Following threats of resignation and pressure from “very high topside,” in January 1945 General Arnold ordered General Carl Spaatz in England to appoint Elliott a rated pilot, and the president submitted his son’s name to the Senate for promotion to Brigadier General. By standard rules, Elliott was eligible for the rank, but not for the pilot’s wings. Elliott continued in that rank in Europe until his father’s death on 12 April 1945. After VE-Day, the Air Forces could no longer find a “suitable vacancy” for him, and he was on leave and had staff duties in the United States. By coincidence, his last day of service was VJ-Day.

Roosevelt commanded the following units:

  • 3d Reconnaissance Group, 11 July–13 August 1942 at the rank of major; 30 September 1942–1 March 1943 ending at the rank of colonel
Assigned to Twelfth Air Force and flew aboard numerous aircraft types during reconnaissance missions for the North Africa campaign in Algeria and Tunisia
  • Northwest African Photographic Reconnaissance Wing, February 1943--November 1943, as lieutenant colonel and colonel. This was a composite unit with U.S., British, South African, and French squadrons.
  • 90th Reconnaissance Wing, 22 November 1943–25 January 1944 at the rank of colonel.
Assigned to Twelfth Air Force, command and control organization that provided photographic reconnaissance to both Twelfth and Fifteenth Air Forces. Operationally controlled both 3d and 5th Reconnaissance Groups in Tunisia. The 90th's subordinate units reconnoitered airdromes, roads, marshaling yards, and harbors in Italy after the Allied landings at Salerno.

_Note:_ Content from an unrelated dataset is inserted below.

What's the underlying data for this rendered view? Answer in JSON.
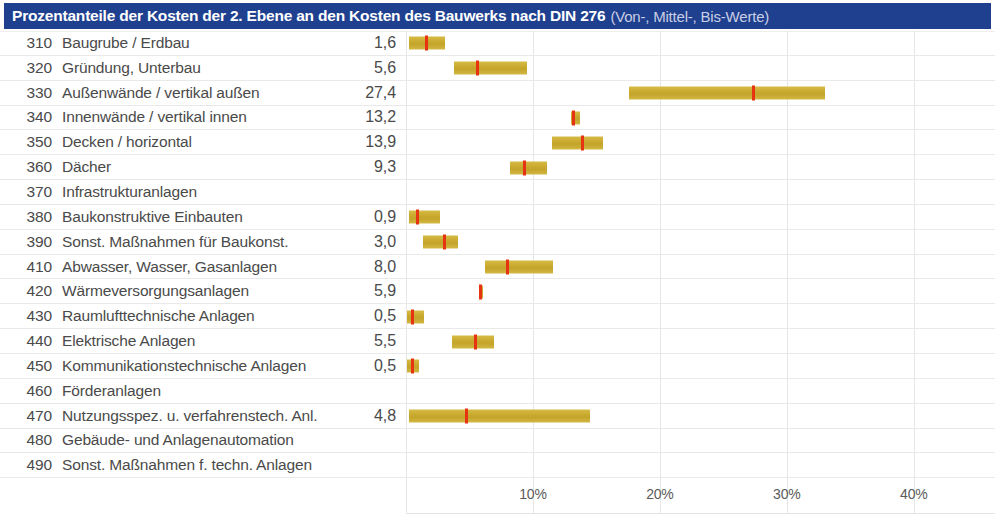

  • 325th Reconnaissance Wing, 9 August 1944–17 January 1945 at the rank of colonel; 22 January–13 April 1945 ending at the rank of brigadier general.
Assigned to Eighth Air Force, command and control organization that through subordinate units, flew reconnaissance over the waters adjacent to the British Isles and the European continent to obtain meteorological data. Wing aircraft collected weather information needed in planning operations; flew night photographic missions to detect enemy activity; and provided daylight photographic and mapping missions. The wing also flew photographic missions over the Netherlands in support of Operation Market Garden in September 1944 and operated closely with tactical units in the Battle of the Bulge (December 1944–February 1945).

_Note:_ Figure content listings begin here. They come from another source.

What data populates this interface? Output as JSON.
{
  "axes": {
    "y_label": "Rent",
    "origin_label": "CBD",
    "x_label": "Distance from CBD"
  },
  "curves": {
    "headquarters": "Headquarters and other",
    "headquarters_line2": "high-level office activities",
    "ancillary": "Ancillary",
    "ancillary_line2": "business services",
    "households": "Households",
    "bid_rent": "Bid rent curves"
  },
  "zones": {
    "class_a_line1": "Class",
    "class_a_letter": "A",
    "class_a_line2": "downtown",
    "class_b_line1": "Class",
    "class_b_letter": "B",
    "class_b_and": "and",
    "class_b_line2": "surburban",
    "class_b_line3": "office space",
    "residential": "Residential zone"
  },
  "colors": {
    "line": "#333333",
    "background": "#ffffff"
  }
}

Roosevelt stated that he flew 89 combat missions and 470 combat hours prior to being called back for his father's funeral in April 1945 (he did not return to active theaters). These numbers were disputed at the time. His decorations included the Distinguished Flying Cross. He also received the Order of the British Empire, the Croix de Guerre and Legion d'Honneur, the Moroccan Order of Ouissam Alaouite, and the U.S. Legion of Merit. He ended the war holding the Air Medal with reportedly eleven clusters. As a chase pilot for the Operation Aphrodite flights in 1944, Elliott said he witnessed the death of Joseph P. Kennedy, Jr. over Blythburgh, England.

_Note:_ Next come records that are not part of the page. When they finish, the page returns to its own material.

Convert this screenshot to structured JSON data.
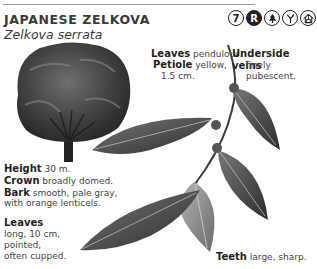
{
  "header": {
    "common_name": "JAPANESE ZELKOVA",
    "scientific_name": "Zelkova serrata",
    "icons": [
      {
        "name": "zone-7-icon",
        "label": "7"
      },
      {
        "name": "r-badge-icon",
        "label": "R"
      },
      {
        "name": "conifer-tree-icon",
        "label": ""
      },
      {
        "name": "branching-icon",
        "label": ""
      },
      {
        "name": "house-icon",
        "label": ""
      }
    ]
  },
  "annotations": {
    "leaves_pendulous": {
      "term": "Leaves",
      "text": " pendulous."
    },
    "petiole": {
      "term": "Petiole",
      "text": " yellow,",
      "line2": "1.5 cm."
    },
    "underside": {
      "term": "Underside veins",
      "text": "finely pubescent."
    },
    "height": {
      "term": "Height",
      "text": " 30 m."
    },
    "crown": {
      "term": "Crown",
      "text": " broadly domed."
    },
    "bark": {
      "term": "Bark",
      "text": " smooth, pale gray,",
      "line2": "with orange lenticels."
    },
    "leaves_shape": {
      "term": "Leaves",
      "lines": [
        "long, 10 cm,",
        "pointed,",
        "often cupped."
      ]
    },
    "teeth": {
      "term": "Teeth",
      "text": " large, sharp."
    }
  }
}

After the war, Elliott Roosevelt no longer played a significant role in aviation, although he maintained a private pilot’s license and owned a small aircraft. He briefly served as president of short-lived Empire Airlines of New York (1946), citing his influence with the Civil Aeronautics Board (CAB), which however did not result in route awards. Reported attempts to assist Howard Hughes’s TWA in obtaining air routes to the USSR also did not succeed.